Date of Award

12-2025

Document Type

Thesis

Degree Name

Master of Fine Arts in Game Design

Department

Game Design

First Advisor

Jeremiah Ratican

Second Advisor

Melissa Elmes

Third Advisor

James Hutson

Abstract

This thesis examines how vampires are represented in video games by analyzing narrative structures, game mechanics, and cultural meaning. Using the existing games of Vampyr, V Rising, Vampire: The Masquerade – Bloodlines, The Sims 4: Vampires, Skyrim: Dawnguard, Baldur’s Gate 3, and Bloodlines 2, the study identifies which design strategies successfully create an engaging and believable vampire experience for the player, as well as determining which development decisions could hurt the experience for players. Using formalism, symbolism, feminist methodology, and player reception theory, this thesis argues that vampire games function best when players confront moral dilemmas, experience consequences for feeding or refusing to feed, and meaningfully embody both the power and burden of vampirism through mechanics and narrative. Findings show that successful vampire games integrate narrative and mechanics to reflect cultural anxieties, themes of identity, ethical conflict, and the fantasy of power. The project concludes by offering a design framework for future developers, emphasizing moral choice, system consequences, and a focus on lore and worldbuilding that emphasize moral choices as core elements of functional vampire game design.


— Aim of the task —
Check each line of the data for "chart" and select those that have it.

** Opening Material supplied block **

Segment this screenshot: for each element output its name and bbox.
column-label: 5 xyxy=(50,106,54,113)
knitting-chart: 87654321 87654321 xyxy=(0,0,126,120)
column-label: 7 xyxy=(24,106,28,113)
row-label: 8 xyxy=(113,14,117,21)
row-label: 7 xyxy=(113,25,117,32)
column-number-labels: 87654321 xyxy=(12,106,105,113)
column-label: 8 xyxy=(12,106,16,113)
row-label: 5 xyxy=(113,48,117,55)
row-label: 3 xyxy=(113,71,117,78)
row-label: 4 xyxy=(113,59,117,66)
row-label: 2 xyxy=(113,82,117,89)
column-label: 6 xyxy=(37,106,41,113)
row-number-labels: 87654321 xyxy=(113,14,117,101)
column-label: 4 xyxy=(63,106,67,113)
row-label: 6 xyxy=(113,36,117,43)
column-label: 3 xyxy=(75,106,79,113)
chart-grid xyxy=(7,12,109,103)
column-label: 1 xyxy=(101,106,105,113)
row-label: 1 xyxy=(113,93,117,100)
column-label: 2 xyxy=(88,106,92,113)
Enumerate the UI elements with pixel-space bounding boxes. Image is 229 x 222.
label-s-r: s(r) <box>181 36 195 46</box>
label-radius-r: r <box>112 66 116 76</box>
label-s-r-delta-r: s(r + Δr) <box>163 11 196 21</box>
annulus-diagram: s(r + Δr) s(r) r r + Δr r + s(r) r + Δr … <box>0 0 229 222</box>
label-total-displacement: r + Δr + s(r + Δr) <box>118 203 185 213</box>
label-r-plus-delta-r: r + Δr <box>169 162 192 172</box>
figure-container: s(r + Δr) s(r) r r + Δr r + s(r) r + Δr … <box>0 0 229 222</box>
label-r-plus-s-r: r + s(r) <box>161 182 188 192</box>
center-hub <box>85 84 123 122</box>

** Closing Material supplied block **

— Answer to the exercise —
knitting-chart: 87654321 87654321 xyxy=(0,0,126,120)
chart-grid xyxy=(7,12,109,103)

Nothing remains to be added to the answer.